Sexual Health Improvement for Population and Patients HIT successes in 2018-19

Dr Katy Turner, Dr Paddy Horner, Dr Jo Copping and Dr Emma Harding-Esch look back over the work of the Sexual Health Improvement for Population and Patients Health Integration Team during 2018-19.

  • 7th May 2019

Dr Katy Turner, Dr Paddy Horner, Dr Jo Copping and Dr Emma Harding-Esch look back over the work of the Sexual Health Improvement for Population and Patients Health Integration Team during 2018-19.

The SHIP (Sexual Health Improvement Programme Health Integration Team) works to promote evidence-based sexual health improvement.

We are delighted to report that SHIP has gone from strength to strength this year. We have grown our membership, which now includes more than 60 people from Bristol, South Gloucestershire and North Somerset from a range of partners including local authority commissioners, Unity Sexual Health, Public Health England, Terence Higgins Trust, Brigstowe, the University of the West of England (UWE) and the University of Bristol.

Dr Katy Turner presented at a special HIT seminar at Bristol City Council in January along with three other HITs. The session received good feedback and offered an opportunity to engage commissioners, Bristol Public Health and the Council more generally in the work of the HITs.

This year, we have focused our attention on sexually transmitted infections (STIs) and anti-microbial resistance (AMR), as this has been a major priority for UK government.

We welcomed around 50 experts to Bristol in September 2018 for a workshop on “Preparing sexual health services to meet the challenge of antimicrobial resistance”, co-hosted by BASHH. Following on from this we contributed written evidence to the UK Government Select Committee on Sexual Health. Paddy and Katy were invited to contribute as experts to an MP round table meeting in March 2019. We are delighted to be co-hosting a second workshop later this year with London School of Hygiene & Tropical Medicine’s (LSHTM) STIs Research Interest Group (STIRIG) in London.

Innovative service improvements have been moving ahead at Unity Sexual Health Clinic. A new system to enable the offer of same day STI testing and diagnosis has been implemented for men will be rolled out for women shortly. This work has had evaluation support from NIHR CLAHRC West and is led by Dr Paddy Horner.

The CHOP study, led by Dr Jane Nicholls and Dr Lindsay Harryman, aims to explore the challenges and opportunities of pre-exposure prophylaxis for HIV, a medicine for HIV negative people that, when taken as instructed, can reduce the risk of acquiring HIV. Recruitment started in September 2018 and initial findings will be presented at conferences in the summer including BASHH, Birmingham and ISSTDR, Vancouver CA.

We have developed our relationships with other regional and national organisations with overlapping remits, including LSHTM’s STIs Research Interest Group, the STI Research Foundation (STIRF), the British Association for Sexual Health and HIV, and the HIV/STI Department at Public Health England.

We have also started to explore the possibility of
Bristol signing up to be as Fast Track City for HIV.

Our HIT meeting in March 2019 was focused on domestic violence with speakers Jeremy Horwood (NIHR CLAHRC West) and Medina Johnson (IRISi), and we are working with them to achieve more effective recognition and response to intimate partner violence in sexual health services.

We wish Thara Raj well with her new portfolio in the local authority and wish to thank her for her fantastic contributions over the last year. We welcome Jo Copping, consultant in public health medicine, who joined the team in March 2019.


◆ WORK ORDER
Could you copy out every line of the data where the word "pixel" occurs?

Records from a data collection:
--- START ---

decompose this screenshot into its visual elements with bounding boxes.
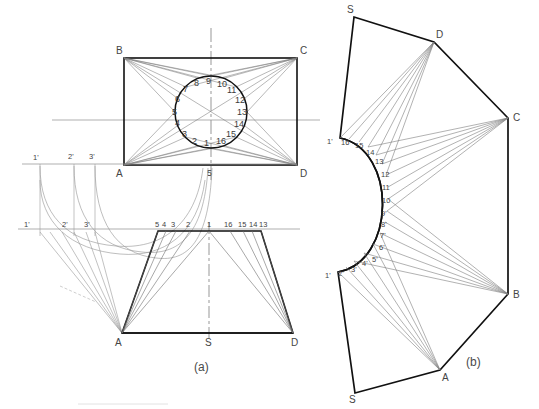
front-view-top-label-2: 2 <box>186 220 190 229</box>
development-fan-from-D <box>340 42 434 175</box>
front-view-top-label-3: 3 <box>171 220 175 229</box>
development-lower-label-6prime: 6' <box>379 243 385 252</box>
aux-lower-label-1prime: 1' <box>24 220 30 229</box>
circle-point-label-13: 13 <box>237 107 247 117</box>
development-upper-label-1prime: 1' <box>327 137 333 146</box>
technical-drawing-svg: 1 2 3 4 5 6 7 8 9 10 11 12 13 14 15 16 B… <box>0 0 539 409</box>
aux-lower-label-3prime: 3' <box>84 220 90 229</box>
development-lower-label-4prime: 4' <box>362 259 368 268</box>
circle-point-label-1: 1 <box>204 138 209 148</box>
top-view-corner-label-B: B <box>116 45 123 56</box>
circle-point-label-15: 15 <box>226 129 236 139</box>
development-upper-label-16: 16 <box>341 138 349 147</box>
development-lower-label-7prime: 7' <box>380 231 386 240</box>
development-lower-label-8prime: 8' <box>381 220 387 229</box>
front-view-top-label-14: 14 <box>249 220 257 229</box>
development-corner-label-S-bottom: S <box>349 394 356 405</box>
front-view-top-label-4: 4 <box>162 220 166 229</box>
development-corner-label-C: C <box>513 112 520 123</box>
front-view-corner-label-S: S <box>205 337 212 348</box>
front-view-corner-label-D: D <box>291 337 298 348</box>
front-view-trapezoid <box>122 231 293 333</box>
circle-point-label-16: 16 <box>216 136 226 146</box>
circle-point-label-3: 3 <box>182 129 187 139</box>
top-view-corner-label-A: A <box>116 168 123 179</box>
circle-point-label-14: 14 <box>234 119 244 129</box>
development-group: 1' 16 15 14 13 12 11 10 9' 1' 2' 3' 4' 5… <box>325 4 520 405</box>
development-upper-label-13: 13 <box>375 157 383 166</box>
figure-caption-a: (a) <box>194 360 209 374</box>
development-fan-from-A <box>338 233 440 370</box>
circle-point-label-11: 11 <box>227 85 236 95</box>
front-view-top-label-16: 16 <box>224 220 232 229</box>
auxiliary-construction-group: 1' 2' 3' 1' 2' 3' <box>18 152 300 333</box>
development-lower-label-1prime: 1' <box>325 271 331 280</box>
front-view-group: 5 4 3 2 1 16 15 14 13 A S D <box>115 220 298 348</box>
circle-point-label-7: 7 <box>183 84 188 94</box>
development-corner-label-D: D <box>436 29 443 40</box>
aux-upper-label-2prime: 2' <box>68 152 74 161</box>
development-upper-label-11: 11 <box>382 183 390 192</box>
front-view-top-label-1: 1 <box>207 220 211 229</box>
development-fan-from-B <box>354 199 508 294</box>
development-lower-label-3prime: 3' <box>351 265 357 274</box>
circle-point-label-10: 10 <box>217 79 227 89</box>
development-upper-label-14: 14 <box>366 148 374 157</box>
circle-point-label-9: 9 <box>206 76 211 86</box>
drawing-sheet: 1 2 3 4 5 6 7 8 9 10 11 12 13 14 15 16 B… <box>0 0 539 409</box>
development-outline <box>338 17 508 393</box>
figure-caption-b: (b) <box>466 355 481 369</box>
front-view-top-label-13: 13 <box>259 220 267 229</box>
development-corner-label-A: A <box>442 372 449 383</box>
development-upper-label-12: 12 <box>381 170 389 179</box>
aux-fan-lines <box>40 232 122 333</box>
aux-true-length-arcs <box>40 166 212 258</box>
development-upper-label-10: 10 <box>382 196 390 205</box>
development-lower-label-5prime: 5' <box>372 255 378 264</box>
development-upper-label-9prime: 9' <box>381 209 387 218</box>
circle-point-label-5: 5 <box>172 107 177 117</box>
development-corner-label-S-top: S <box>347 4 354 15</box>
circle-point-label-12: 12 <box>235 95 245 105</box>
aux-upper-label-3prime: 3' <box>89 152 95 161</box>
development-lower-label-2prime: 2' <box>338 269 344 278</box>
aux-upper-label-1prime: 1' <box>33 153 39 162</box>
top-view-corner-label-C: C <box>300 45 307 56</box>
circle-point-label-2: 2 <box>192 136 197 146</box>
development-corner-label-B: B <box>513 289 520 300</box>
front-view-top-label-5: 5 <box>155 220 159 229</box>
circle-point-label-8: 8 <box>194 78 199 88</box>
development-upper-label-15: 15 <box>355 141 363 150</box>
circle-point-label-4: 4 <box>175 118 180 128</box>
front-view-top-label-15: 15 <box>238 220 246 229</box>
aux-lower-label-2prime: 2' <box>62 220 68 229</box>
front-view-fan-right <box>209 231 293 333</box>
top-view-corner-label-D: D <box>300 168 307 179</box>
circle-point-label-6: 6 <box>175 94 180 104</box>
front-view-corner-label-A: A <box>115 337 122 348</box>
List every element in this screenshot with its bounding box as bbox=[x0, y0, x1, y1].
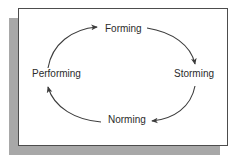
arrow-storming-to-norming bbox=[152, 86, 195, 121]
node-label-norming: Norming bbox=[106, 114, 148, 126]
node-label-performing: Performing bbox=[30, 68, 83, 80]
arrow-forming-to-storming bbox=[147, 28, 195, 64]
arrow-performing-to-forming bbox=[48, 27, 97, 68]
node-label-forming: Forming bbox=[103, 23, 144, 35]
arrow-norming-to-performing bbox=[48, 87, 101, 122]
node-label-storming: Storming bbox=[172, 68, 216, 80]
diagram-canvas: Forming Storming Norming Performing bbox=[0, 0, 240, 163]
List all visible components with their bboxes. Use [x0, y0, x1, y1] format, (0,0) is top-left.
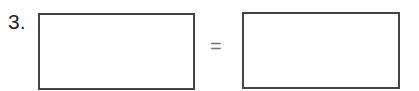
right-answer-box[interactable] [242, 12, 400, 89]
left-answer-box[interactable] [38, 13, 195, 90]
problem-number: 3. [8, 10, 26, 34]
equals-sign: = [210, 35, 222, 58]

--- END ---
--- START ---

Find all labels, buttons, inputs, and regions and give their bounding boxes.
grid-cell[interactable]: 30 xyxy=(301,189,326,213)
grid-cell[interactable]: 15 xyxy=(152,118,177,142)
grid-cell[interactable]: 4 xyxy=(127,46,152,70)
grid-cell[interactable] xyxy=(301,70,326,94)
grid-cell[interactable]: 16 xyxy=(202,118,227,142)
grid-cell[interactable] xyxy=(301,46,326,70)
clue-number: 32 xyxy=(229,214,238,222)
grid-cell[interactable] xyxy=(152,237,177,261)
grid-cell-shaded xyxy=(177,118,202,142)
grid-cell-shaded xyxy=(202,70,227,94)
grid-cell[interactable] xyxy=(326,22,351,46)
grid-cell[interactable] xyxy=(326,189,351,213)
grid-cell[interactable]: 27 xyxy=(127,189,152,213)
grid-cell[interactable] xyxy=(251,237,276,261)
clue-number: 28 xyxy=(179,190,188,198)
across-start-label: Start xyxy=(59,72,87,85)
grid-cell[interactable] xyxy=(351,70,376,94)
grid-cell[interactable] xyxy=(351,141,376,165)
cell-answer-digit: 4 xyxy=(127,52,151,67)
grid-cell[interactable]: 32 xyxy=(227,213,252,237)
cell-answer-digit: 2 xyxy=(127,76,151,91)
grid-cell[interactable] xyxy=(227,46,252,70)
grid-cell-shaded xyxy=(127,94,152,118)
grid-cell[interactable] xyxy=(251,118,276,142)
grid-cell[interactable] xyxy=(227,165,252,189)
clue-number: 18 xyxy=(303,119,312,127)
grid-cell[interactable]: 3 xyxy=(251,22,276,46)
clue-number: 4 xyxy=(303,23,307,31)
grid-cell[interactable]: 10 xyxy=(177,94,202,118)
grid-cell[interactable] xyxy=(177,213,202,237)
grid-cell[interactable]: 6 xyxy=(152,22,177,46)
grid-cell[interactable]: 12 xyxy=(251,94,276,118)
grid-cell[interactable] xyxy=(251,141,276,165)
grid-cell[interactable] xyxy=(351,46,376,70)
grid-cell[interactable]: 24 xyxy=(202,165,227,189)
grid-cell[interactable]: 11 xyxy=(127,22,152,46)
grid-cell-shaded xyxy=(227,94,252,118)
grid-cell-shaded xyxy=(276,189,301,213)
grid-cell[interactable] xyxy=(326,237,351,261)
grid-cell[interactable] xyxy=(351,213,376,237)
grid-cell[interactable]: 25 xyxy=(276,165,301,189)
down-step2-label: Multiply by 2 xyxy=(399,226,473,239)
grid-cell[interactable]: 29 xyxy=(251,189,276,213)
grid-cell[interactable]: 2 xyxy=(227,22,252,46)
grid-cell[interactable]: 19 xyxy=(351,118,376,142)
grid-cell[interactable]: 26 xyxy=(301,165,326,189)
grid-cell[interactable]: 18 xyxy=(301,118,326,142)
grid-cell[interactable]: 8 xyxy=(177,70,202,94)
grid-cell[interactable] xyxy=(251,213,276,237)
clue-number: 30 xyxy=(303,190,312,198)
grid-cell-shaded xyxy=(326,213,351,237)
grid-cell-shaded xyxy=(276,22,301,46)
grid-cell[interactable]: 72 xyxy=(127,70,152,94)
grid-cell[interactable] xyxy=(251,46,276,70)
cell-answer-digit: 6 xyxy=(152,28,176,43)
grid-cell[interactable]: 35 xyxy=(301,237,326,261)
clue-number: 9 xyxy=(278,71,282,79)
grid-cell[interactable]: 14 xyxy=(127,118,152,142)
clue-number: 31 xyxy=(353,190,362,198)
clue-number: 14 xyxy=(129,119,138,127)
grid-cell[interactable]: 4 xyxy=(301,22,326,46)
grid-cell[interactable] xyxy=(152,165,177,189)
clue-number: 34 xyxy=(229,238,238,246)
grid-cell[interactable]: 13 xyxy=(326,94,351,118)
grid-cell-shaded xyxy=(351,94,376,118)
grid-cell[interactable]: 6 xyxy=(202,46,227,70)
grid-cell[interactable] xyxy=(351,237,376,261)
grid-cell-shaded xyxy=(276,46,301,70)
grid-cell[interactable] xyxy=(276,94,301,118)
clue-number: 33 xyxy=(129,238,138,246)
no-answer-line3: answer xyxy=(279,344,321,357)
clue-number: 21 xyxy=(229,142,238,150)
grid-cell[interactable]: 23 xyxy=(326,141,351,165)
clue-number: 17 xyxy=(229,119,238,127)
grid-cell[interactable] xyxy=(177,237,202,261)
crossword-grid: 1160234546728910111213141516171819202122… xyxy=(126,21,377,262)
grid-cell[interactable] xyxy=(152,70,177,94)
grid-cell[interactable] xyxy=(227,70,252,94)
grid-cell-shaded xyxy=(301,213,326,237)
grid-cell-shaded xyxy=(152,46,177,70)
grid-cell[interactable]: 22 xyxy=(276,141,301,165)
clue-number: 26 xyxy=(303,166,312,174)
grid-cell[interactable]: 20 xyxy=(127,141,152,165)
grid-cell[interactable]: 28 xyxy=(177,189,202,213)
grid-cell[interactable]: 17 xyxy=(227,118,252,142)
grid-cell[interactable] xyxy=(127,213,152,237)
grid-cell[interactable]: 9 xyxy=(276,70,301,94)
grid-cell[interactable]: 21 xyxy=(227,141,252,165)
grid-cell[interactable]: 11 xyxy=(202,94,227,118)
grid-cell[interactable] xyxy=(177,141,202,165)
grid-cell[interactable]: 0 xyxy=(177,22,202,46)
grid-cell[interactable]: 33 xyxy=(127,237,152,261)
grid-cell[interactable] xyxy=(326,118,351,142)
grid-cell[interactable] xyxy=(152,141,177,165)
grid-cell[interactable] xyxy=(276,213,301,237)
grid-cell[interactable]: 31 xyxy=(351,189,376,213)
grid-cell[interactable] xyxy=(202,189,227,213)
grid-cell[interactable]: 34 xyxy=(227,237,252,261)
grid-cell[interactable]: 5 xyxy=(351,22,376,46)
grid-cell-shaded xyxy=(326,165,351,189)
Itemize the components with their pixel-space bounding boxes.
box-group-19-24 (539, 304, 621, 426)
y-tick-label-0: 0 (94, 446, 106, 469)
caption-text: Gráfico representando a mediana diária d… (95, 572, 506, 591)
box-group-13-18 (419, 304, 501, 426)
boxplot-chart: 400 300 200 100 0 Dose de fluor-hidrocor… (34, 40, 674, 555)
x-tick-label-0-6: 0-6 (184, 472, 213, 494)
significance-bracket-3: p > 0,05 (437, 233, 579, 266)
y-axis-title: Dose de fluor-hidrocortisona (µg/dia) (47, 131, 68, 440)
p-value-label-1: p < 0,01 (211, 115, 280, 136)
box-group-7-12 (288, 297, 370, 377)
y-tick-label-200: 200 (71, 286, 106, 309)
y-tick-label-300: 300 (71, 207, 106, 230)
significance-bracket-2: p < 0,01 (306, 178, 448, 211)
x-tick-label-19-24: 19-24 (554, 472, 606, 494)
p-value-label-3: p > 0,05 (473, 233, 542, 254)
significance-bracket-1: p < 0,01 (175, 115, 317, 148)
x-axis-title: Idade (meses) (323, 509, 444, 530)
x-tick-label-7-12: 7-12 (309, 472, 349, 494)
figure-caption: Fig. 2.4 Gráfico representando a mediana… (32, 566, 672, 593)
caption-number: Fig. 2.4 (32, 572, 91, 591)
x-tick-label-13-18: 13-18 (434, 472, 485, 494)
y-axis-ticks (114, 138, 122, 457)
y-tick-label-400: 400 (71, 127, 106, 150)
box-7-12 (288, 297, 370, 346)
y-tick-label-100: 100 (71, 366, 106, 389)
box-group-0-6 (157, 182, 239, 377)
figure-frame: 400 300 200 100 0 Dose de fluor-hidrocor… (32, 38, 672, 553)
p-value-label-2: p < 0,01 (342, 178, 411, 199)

--- END ---
--- START ---

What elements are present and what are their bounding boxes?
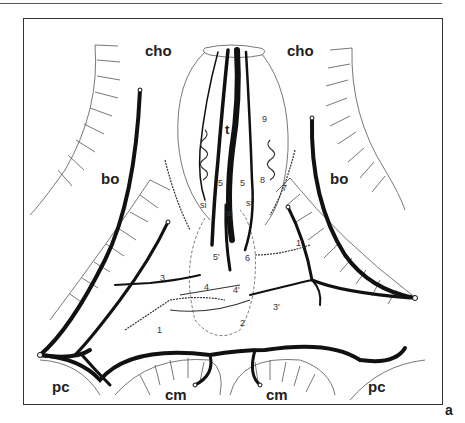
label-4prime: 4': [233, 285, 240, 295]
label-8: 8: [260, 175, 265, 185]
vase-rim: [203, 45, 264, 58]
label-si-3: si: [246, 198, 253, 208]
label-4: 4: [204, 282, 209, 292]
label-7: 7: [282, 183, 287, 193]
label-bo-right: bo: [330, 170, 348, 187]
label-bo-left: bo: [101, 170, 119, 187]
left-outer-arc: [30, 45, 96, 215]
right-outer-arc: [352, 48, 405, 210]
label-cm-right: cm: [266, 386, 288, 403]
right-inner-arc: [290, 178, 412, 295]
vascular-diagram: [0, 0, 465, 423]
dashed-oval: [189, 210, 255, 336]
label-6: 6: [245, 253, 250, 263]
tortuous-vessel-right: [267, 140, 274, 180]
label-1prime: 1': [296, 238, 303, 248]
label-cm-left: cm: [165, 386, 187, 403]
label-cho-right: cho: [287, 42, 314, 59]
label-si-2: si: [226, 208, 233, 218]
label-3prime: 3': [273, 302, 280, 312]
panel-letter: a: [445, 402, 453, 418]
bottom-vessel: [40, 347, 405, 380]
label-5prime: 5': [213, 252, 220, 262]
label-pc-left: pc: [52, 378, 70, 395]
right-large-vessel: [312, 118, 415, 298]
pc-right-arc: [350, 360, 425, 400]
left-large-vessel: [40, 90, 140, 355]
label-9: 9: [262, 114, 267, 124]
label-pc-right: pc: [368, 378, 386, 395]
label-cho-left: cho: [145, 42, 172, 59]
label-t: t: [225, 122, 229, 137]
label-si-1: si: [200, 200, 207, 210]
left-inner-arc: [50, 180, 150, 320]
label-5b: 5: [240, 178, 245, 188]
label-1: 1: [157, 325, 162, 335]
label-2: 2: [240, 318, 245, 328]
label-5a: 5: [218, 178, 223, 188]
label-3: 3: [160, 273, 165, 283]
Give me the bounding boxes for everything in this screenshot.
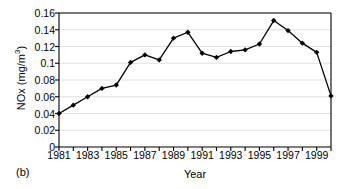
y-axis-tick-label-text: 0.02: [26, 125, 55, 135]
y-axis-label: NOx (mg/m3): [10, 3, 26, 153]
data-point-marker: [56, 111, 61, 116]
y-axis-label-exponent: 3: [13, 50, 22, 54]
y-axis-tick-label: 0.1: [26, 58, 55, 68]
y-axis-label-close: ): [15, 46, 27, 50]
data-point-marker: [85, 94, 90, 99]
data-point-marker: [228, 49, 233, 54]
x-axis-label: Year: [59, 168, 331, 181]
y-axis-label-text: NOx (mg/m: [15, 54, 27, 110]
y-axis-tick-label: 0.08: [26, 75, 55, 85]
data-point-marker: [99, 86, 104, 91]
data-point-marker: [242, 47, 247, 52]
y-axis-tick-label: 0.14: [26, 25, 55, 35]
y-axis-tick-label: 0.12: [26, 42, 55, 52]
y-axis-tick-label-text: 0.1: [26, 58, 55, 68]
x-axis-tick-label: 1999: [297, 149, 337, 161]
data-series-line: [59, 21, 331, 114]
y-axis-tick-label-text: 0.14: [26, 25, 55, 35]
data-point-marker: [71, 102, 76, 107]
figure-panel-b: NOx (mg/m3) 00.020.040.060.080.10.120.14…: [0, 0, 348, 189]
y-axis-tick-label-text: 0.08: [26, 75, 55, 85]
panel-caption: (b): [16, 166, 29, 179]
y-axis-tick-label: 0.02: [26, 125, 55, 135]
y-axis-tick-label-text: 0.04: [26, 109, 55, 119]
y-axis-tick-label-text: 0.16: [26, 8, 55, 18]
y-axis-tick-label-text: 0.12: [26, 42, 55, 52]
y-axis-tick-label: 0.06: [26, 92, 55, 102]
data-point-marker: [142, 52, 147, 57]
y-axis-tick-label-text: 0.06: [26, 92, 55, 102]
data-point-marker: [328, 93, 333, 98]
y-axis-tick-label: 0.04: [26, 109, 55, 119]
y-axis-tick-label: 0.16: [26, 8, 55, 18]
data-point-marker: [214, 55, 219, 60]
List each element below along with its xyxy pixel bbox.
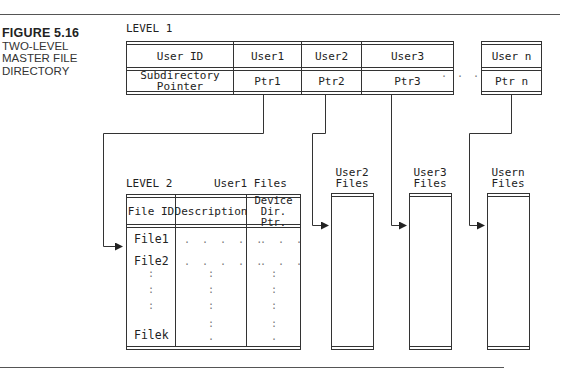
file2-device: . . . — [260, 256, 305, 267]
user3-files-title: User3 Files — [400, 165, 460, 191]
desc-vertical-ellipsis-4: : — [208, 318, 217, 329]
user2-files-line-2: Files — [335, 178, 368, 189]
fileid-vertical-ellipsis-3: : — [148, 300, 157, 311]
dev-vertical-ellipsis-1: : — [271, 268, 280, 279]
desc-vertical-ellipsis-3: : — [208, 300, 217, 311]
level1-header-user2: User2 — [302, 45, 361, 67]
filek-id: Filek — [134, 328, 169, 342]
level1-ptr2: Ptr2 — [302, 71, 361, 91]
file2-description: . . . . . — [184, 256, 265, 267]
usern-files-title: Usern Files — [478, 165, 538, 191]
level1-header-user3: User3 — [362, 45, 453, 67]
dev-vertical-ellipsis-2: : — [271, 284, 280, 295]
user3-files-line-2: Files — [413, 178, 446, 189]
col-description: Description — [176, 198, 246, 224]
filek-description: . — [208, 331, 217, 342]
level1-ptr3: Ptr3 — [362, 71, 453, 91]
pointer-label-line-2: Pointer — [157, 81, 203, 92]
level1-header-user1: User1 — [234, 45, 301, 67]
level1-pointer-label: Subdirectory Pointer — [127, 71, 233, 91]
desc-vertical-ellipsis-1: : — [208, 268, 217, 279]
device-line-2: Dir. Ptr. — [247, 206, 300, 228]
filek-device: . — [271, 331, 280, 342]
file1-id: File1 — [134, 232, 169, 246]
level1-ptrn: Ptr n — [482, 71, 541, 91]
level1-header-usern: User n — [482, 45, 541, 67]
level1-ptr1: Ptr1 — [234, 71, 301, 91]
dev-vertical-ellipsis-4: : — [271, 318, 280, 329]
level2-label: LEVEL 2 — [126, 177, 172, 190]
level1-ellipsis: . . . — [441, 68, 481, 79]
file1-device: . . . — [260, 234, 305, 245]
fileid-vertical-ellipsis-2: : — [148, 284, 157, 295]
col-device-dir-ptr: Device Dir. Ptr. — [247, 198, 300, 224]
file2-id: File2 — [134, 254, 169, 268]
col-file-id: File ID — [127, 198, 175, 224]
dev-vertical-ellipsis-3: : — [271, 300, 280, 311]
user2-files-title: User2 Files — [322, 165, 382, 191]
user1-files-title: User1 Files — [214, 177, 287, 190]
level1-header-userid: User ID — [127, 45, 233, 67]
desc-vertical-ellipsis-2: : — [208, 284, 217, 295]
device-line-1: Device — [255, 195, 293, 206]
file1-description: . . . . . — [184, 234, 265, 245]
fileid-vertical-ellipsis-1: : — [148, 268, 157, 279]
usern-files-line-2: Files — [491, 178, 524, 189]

--- END ---

◆ EXERCISE OUTPUT
Itemize the components with their pixel-space bounding boxes.
List each element below along with its xyxy pixel bbox.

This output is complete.